Saturday, December 30, 2006

BLOOD DIAMOND

"I like to get kissed before I get fucked."

There is no doubt about it any more, Leonardo DiCaprio can act. His straight man to Daniel Day-Lewis's twisted villain in GANGS OF NEW YORK was the beginning of his ascension to the upper echelon of today's elite group of young actors, and with his larger-than-life turn as Howard Hughes in THE AVIATOR and his implosively amazing (Oscar-worthy, in my opinion) turn as Billy Costigan in this year's best film, THE DEPARTED, Leo has really proven himself. He can now add BLOOD DIAMOND as another notch to his impressive docket.

In BLOOD DIAMOND he is Danny Archer, a mercenary who runs conflict diamonds out of Africa in the late-90s. He begins to use a local fisherman, Solomon Vandy (Djimon Hounsou), offering him the chance to find his rebel-kidnapped family in exchange for a priceless diamond. Well, actually far from priceless (expensive enough to get Archer out of Africa for good).

The film has a pretty solid plot. It offers the oppurtunity for a great action movie as well as a very convincing message. The 140-minute running time hurts both of these concepts though. While many action sequences are staged and delivered brilliantly with a ferocious bite, they are mostly in the first half. The second act sees the message weighing the movie down: the blood diamond industry is huge and nobody wants to really help the problem.

While it is formulaic in the same vein that THE LAST SAMURAI (director Edward Zwick's last movie) was, in the sense that the white man rushes to save the foreign (or black, in this case) man's troubles. The message is a bit repetitive and overcooked, but the film overall is saved by DiCaprio and Hounsou's performances. As Archer, DiCaprio is explosive, a man who faces danger often and whose formerly steel-clad morals are being melted by Vandy. Though it is another noble man-character for Hounsou, he plays the part with pent-up fury, a man who would journey across the world and give up eeverything for his son. Their explosive acting is the real reason to see this movie. Jennifer Connelly is also in it, as a journalist looking to exploit the tragedy of Sierra Leone in order to make a difference, but her character and her performance are pretty bland, and she has nothing on her counterparts.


### Directions for this task
With the string "ready" as the filter, copy each matching line from the records.
[Data to use — start]
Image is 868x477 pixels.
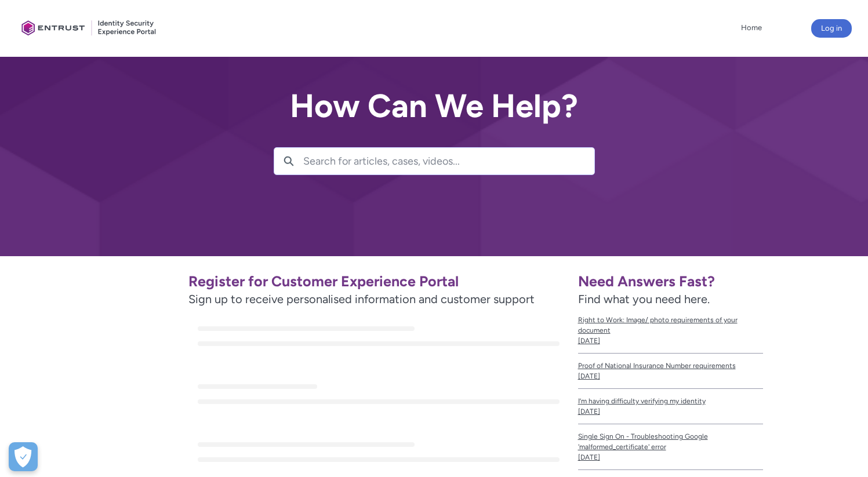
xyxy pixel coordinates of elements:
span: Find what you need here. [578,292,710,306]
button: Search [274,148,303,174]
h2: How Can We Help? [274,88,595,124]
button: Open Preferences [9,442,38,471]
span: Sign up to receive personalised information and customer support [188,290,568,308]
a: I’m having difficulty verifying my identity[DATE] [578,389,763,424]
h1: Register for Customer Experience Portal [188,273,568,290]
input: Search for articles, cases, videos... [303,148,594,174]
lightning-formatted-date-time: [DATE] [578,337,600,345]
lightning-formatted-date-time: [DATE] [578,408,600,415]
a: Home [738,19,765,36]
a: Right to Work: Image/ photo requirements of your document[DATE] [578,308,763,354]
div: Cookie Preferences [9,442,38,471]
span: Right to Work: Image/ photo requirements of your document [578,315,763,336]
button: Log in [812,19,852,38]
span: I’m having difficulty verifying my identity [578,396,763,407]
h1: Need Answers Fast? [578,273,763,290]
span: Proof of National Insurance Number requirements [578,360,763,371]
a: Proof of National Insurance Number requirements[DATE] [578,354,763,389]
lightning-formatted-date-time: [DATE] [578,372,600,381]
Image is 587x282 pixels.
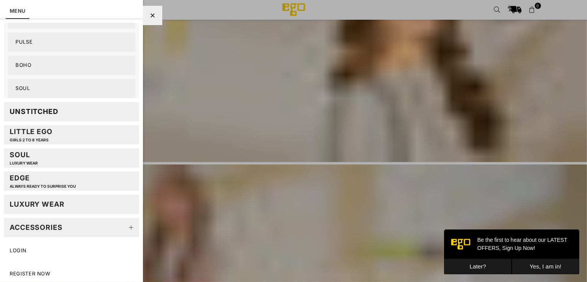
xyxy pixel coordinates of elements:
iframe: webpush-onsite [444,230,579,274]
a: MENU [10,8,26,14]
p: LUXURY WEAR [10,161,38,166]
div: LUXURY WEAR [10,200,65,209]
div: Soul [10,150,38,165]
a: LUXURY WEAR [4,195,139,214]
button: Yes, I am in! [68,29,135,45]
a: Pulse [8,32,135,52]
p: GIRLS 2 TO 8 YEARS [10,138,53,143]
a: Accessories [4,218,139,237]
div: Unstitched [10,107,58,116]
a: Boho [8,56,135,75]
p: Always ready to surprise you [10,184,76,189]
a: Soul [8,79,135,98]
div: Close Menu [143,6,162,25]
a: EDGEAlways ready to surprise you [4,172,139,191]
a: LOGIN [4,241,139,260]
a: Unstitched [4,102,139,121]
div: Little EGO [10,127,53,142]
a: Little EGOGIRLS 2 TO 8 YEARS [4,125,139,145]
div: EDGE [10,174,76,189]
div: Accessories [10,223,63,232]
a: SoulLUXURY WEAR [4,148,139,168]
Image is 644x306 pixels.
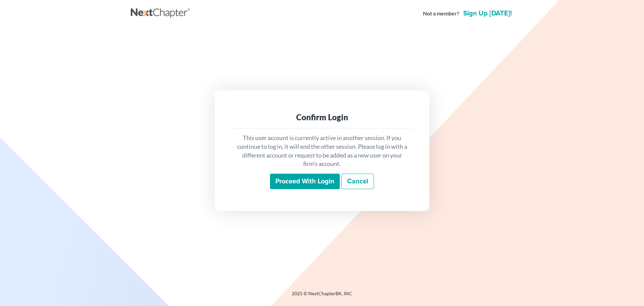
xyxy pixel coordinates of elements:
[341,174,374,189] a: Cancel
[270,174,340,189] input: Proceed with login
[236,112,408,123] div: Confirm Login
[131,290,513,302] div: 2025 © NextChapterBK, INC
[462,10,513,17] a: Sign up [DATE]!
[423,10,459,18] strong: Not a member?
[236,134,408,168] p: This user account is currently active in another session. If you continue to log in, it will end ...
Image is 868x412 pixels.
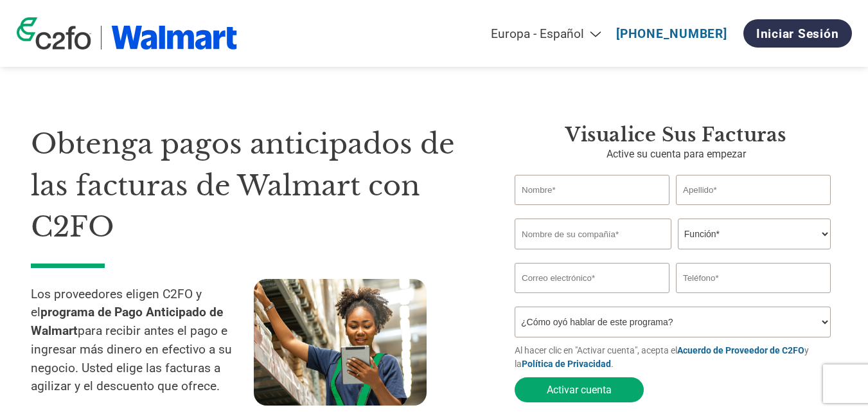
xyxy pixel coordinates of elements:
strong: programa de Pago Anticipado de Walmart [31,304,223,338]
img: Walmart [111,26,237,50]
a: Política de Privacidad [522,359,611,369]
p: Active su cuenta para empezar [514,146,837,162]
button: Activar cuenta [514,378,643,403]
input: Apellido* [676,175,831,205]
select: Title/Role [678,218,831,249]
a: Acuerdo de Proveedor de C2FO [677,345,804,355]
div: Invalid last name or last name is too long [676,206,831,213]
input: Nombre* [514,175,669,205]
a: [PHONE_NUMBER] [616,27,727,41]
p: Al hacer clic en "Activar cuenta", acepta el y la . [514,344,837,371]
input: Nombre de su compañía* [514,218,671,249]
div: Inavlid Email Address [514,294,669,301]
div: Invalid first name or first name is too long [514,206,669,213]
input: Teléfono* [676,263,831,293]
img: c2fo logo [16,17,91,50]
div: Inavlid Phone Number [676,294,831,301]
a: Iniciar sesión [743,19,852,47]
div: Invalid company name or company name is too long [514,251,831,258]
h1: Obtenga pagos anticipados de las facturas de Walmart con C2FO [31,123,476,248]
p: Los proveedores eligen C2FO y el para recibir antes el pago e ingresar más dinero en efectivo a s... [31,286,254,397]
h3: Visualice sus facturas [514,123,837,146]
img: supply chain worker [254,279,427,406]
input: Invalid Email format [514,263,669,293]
[Data to use — finish]
[Data to use — start]
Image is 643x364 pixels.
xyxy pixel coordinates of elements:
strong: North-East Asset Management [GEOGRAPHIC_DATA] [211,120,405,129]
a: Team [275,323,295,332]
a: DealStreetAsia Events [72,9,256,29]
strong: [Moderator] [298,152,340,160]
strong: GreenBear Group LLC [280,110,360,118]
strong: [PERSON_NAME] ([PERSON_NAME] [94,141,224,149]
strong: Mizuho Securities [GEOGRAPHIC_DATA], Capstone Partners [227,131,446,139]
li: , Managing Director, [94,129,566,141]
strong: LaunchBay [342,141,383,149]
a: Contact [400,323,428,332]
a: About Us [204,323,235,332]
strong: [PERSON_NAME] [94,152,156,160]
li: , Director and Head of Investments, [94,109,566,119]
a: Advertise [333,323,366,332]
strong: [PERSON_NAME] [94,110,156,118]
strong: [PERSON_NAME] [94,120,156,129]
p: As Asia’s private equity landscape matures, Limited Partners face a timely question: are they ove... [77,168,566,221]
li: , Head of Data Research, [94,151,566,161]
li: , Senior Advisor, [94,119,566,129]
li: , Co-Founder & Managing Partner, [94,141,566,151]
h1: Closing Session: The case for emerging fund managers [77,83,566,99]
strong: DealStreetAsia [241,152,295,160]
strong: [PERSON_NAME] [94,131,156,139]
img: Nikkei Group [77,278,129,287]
[Data to use — finish]
### Solved exercise
p: Always ready to surprise you [10,184,76,189]
a: EDGEAlways ready to surprise you [4,172,139,191]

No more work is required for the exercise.